I have proudly owned O’Reilly’s “Learning GNU Emacs” since November 1996. It has always been a very, very valuable supplement to the info mode documentation prepared in Texinfo.
That book covers GNU Emacs version 19.30, nowadays I am using version 23.x resp. 22.x. Better GUI integration has happened since and variable customization.
As part of my project “let’s create courses and presentations from my e-books!“, I recently also acquired the 3rd edition of that fine book, and I used it today as PDF.
I was always happily searching and replacing in case-ignorant-mode. But sometimes my finger do things with emacs, that emacs takes more literally then it was meant. That way sometimes I destroy this and that. LIke my gnus folder and topics structure. One of the minor things is to inadvertently go into non-case-ignorant-mode. But today during my booking-keeping time, I “had to” create yet another nice and useful replacement rule for my bank statement. And again, non-case-ignorant-mode – bad, very bad!
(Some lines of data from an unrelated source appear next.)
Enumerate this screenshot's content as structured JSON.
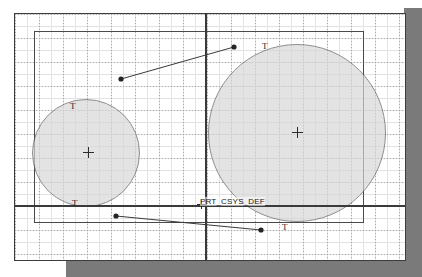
{
  "app": {
    "kind": "cad-sketch-viewport",
    "title": "Sketch graphics window"
  },
  "canvas": {
    "background_color": "#ffffff",
    "frame_color": "#3c3c3c",
    "shadow_color": "#7a7a7a",
    "grid": {
      "visible": true,
      "style": "dotted",
      "major_spacing_px": 24,
      "minor_spacing_px": 12,
      "color": "#a9a9a9"
    }
  },
  "datums": {
    "csys_label": "PRT_CSYS_DEF",
    "vertical_axis_name": "vertical-datum-axis",
    "horizontal_axis_name": "horizontal-datum-axis",
    "axis_color": "#3a3a3a"
  },
  "entities": {
    "rectangle": {
      "name": "sketch-rectangle",
      "stroke": "#4a4a4a"
    },
    "circles": [
      {
        "name": "circle-left",
        "center_marker": "+",
        "fill": "#d6d6d6",
        "stroke": "#5a5a5a"
      },
      {
        "name": "circle-right",
        "center_marker": "+",
        "fill": "#d6d6d6",
        "stroke": "#5a5a5a"
      }
    ]
  },
  "constraints": {
    "symbol": "T",
    "label": "T",
    "items": [
      {
        "name": "tangent-left-top",
        "label": "T"
      },
      {
        "name": "tangent-left-bottom",
        "label": "T"
      },
      {
        "name": "tangent-right-top",
        "label": "T"
      },
      {
        "name": "tangent-right-bottom",
        "label": "T"
      }
    ]
  },
  "leaders": [
    {
      "name": "leader-upper",
      "from": [
        120,
        78
      ],
      "to": [
        233,
        46
      ]
    },
    {
      "name": "leader-lower",
      "from": [
        115,
        215
      ],
      "to": [
        260,
        229
      ]
    }
  ]
}
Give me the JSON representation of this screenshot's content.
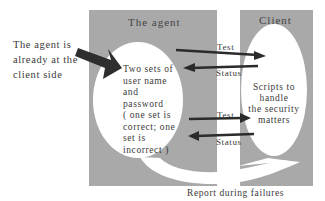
{
  "diagram": {
    "side_note": [
      "The agent is",
      "already at the",
      "client side"
    ],
    "agent_box": {
      "title": "The agent",
      "content": [
        "Two sets of",
        "user name",
        "and",
        "password",
        "( one set is",
        "correct; one",
        "set is",
        "incorrect )"
      ]
    },
    "client_box": {
      "title": "Client",
      "content": [
        "Scripts to",
        "handle",
        "the security",
        "matters"
      ]
    },
    "arrows": [
      {
        "label": "Test",
        "direction": "agent-to-client"
      },
      {
        "label": "Status",
        "direction": "client-to-agent"
      },
      {
        "label": "Test",
        "direction": "agent-to-client"
      },
      {
        "label": "Status",
        "direction": "client-to-agent"
      }
    ],
    "report_label": "Report during failures",
    "colors": {
      "box_fill": "#a9a9a9",
      "ellipse_fill": "#ffffff",
      "arrow": "#2b2b2b"
    }
  }
}
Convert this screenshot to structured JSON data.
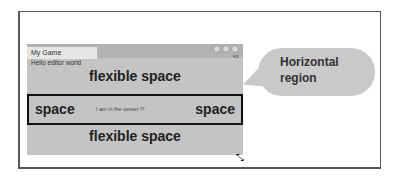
{
  "window": {
    "title": "My Game",
    "label": "Hello editor world",
    "flexible_top": "flexible space",
    "flexible_bottom": "flexible space",
    "horizontal": {
      "left": "space",
      "center": "I am in the center !!!",
      "right": "space"
    }
  },
  "callout": {
    "text_line1": "Horizontal",
    "text_line2": "region"
  },
  "icons": [
    "window-buttons-icon",
    "menu-icon",
    "resize-handle-icon"
  ]
}
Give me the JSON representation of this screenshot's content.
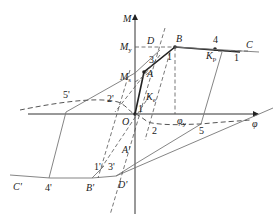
{
  "diagram": {
    "type": "moment-curvature hysteresis model",
    "axes": {
      "vertical": "M",
      "horizontal": "φ",
      "origin": "O"
    },
    "moment_levels": {
      "yield": {
        "symbol": "M",
        "subscript": "y"
      },
      "crack": {
        "symbol": "M",
        "subscript": "s"
      }
    },
    "curvature_levels": {
      "yield": {
        "symbol": "φ",
        "subscript": "y"
      }
    },
    "stiffness_labels": {
      "elastic": {
        "symbol": "K",
        "subscript": "e"
      },
      "plastic": {
        "symbol": "K",
        "subscript": "p"
      }
    },
    "points_positive": [
      "O",
      "A",
      "B",
      "C",
      "D"
    ],
    "points_negative": [
      "A'",
      "B'",
      "C'",
      "D'"
    ],
    "path_numbers_positive": [
      "1",
      "2",
      "3",
      "4",
      "5"
    ],
    "path_numbers_negative": [
      "1'",
      "2'",
      "3'",
      "4'",
      "5'"
    ],
    "slope_unit_labels": [
      "1",
      "1",
      "1"
    ]
  }
}
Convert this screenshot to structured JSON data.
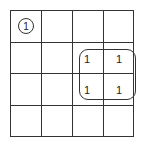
{
  "diagram": {
    "type": "karnaugh-map",
    "rows": 4,
    "cols": 4,
    "cells": [
      {
        "row": 0,
        "col": 0,
        "value": "1",
        "circled": true
      },
      {
        "row": 1,
        "col": 2,
        "value": "1",
        "circled": false
      },
      {
        "row": 1,
        "col": 3,
        "value": "1",
        "circled": false
      },
      {
        "row": 2,
        "col": 2,
        "value": "1",
        "circled": false
      },
      {
        "row": 2,
        "col": 3,
        "value": "1",
        "circled": false
      }
    ],
    "groups": [
      {
        "label": "quad-group",
        "rows": [
          1,
          2
        ],
        "cols": [
          2,
          3
        ]
      }
    ],
    "labels": {
      "c00": "1",
      "c12": "1",
      "c13": "1",
      "c22": "1",
      "c23": "1"
    }
  }
}
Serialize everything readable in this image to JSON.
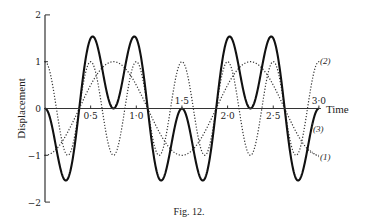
{
  "chart_data": {
    "type": "line",
    "title": "",
    "caption": "Fig. 12.",
    "xlabel": "Time",
    "ylabel": "Displacement",
    "xlim": [
      0,
      3.0
    ],
    "ylim": [
      -2,
      2
    ],
    "grid": false,
    "x_ticks": [
      {
        "value": 0.5,
        "label": "0·5",
        "placement": "below"
      },
      {
        "value": 1.0,
        "label": "1·0",
        "placement": "below"
      },
      {
        "value": 1.5,
        "label": "1·5",
        "placement": "above"
      },
      {
        "value": 2.0,
        "label": "2·0",
        "placement": "below"
      },
      {
        "value": 2.5,
        "label": "2·5",
        "placement": "below"
      },
      {
        "value": 3.0,
        "label": "3·0",
        "placement": "above"
      }
    ],
    "y_ticks": [
      {
        "value": 2,
        "label": "2"
      },
      {
        "value": 1,
        "label": "1"
      },
      {
        "value": 0,
        "label": "0"
      },
      {
        "value": -1,
        "label": "−1"
      },
      {
        "value": -2,
        "label": "−2"
      }
    ],
    "series": [
      {
        "name": "(1)",
        "label": "(1)",
        "style": "dotted",
        "formula": "-cos(4πt/3)",
        "amplitude": 1,
        "period": 1.5,
        "phase_sign": -1,
        "x": [
          0,
          0.375,
          0.75,
          1.125,
          1.5,
          1.875,
          2.25,
          2.625,
          3.0
        ],
        "y": [
          -1,
          0,
          1,
          0,
          -1,
          0,
          1,
          0,
          -1
        ]
      },
      {
        "name": "(2)",
        "label": "(2)",
        "style": "dotted",
        "formula": "cos(4πt)",
        "amplitude": 1,
        "period": 0.5,
        "phase_sign": 1,
        "x": [
          0,
          0.125,
          0.25,
          0.375,
          0.5,
          0.75,
          1.0,
          1.25,
          1.5,
          1.75,
          2.0,
          2.25,
          2.5,
          2.75,
          3.0
        ],
        "y": [
          1,
          0,
          -1,
          0,
          1,
          -1,
          1,
          -1,
          1,
          -1,
          1,
          -1,
          1,
          -1,
          1
        ]
      },
      {
        "name": "(3)",
        "label": "(3)",
        "style": "solid",
        "formula": "(1) + (2)",
        "x": [
          0,
          0.25,
          0.5,
          0.75,
          1.0,
          1.25,
          1.5,
          1.75,
          2.0,
          2.25,
          2.5,
          2.75,
          3.0
        ],
        "y": [
          0,
          -1.5,
          1.5,
          0,
          1.5,
          -1.5,
          0,
          -1.5,
          1.5,
          0,
          1.5,
          -1.5,
          0
        ]
      }
    ]
  }
}
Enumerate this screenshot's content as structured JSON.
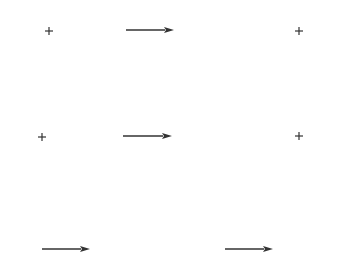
{
  "canvas": {
    "width": 351,
    "height": 274,
    "background": "#ffffff"
  },
  "style": {
    "stroke_color": "#333333",
    "plus_arm": 4,
    "plus_stroke": 1.2,
    "arrow_stroke": 1.4,
    "arrow_head_len": 10,
    "arrow_head_half": 3
  },
  "plus_markers": [
    {
      "id": "plus-1",
      "x": 49,
      "y": 31
    },
    {
      "id": "plus-2",
      "x": 299,
      "y": 31
    },
    {
      "id": "plus-3",
      "x": 42,
      "y": 137
    },
    {
      "id": "plus-4",
      "x": 299,
      "y": 136
    }
  ],
  "arrows": [
    {
      "id": "arrow-1",
      "x1": 126,
      "y1": 30,
      "x2": 174,
      "y2": 30,
      "direction": "right"
    },
    {
      "id": "arrow-2",
      "x1": 123,
      "y1": 136,
      "x2": 172,
      "y2": 136,
      "direction": "right"
    },
    {
      "id": "arrow-3",
      "x1": 42,
      "y1": 249,
      "x2": 90,
      "y2": 249,
      "direction": "right"
    },
    {
      "id": "arrow-4",
      "x1": 225,
      "y1": 249,
      "x2": 273,
      "y2": 249,
      "direction": "right"
    }
  ]
}
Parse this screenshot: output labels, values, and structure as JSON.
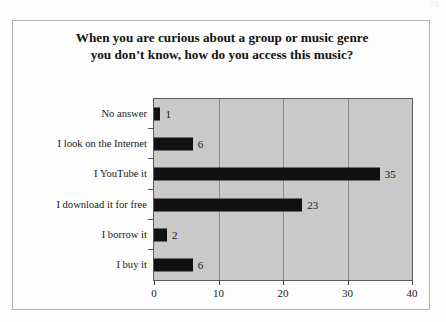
{
  "page": {
    "page_number_artifact": "76"
  },
  "chart_data": {
    "type": "bar",
    "orientation": "horizontal",
    "title": "When you are curious about a group or music genre you don’t know, how do you access this music?",
    "title_lines": [
      "When you are curious about a group or music genre",
      "you don’t know, how do you access this music?"
    ],
    "categories": [
      "No answer",
      "I look on the Internet",
      "I YouTube it",
      "I download it for free",
      "I borrow it",
      "I buy it"
    ],
    "values": [
      1,
      6,
      35,
      23,
      2,
      6
    ],
    "data_labels": [
      "1",
      "6",
      "35",
      "23",
      "2",
      "6"
    ],
    "xlabel": "",
    "ylabel": "",
    "xlim": [
      0,
      40
    ],
    "xticks": [
      0,
      10,
      20,
      30,
      40
    ],
    "xtick_labels": [
      "0",
      "10",
      "20",
      "30",
      "40"
    ],
    "gridlines": [
      10,
      20,
      30
    ],
    "grid": true,
    "legend": false,
    "colors": {
      "bar": "#111111",
      "plot_background": "#c9c9c9",
      "gridline": "#8d8d8d",
      "plot_border": "#5a5a5a",
      "page_background": "#fdfdfd",
      "figure_border": "#b4b4b4",
      "text": "#1a1a1a"
    }
  }
}
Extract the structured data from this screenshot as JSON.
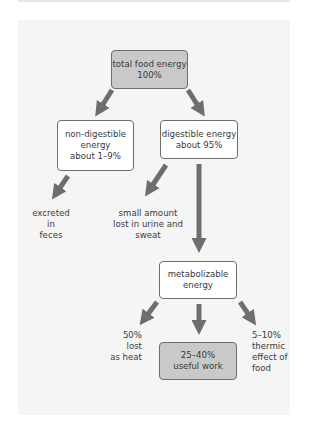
{
  "diagram": {
    "nodes": {
      "total": {
        "line1": "total food energy",
        "line2": "100%"
      },
      "nondigestible": {
        "line1": "non-digestible",
        "line2": "energy",
        "line3": "about 1–9%"
      },
      "digestible": {
        "line1": "digestible energy",
        "line2": "about 95%"
      },
      "metabolizable": {
        "line1": "metabolizable",
        "line2": "energy"
      },
      "useful": {
        "line1": "25–40%",
        "line2": "useful work"
      }
    },
    "outputs": {
      "feces": {
        "line1": "excreted in",
        "line2": "feces"
      },
      "urine": {
        "line1": "small amount",
        "line2": "lost in urine and sweat"
      },
      "heat": {
        "line1": "50% lost",
        "line2": "as heat"
      },
      "thermic": {
        "line1": "5–10%",
        "line2": "thermic",
        "line3": "effect of",
        "line4": "food"
      }
    },
    "colors": {
      "highlight_box": "#c9c9c9",
      "arrow": "#6e6e6e",
      "panel": "#f5f5f5"
    }
  }
}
I wasn’t lucky, when I tried to look this up in the emacs standard documentation “The Emacs Editor“, but looking it up in the O’Reilly book was a hit. There has always been a section titled “are emacs searches case-sensitive?“. I speaks about case-fold-search and case-replace. I understand that, and I “customized” the variables. Looking at these PDF files using Snow Leopard and its Preview application is also a big plus, I want to tell you.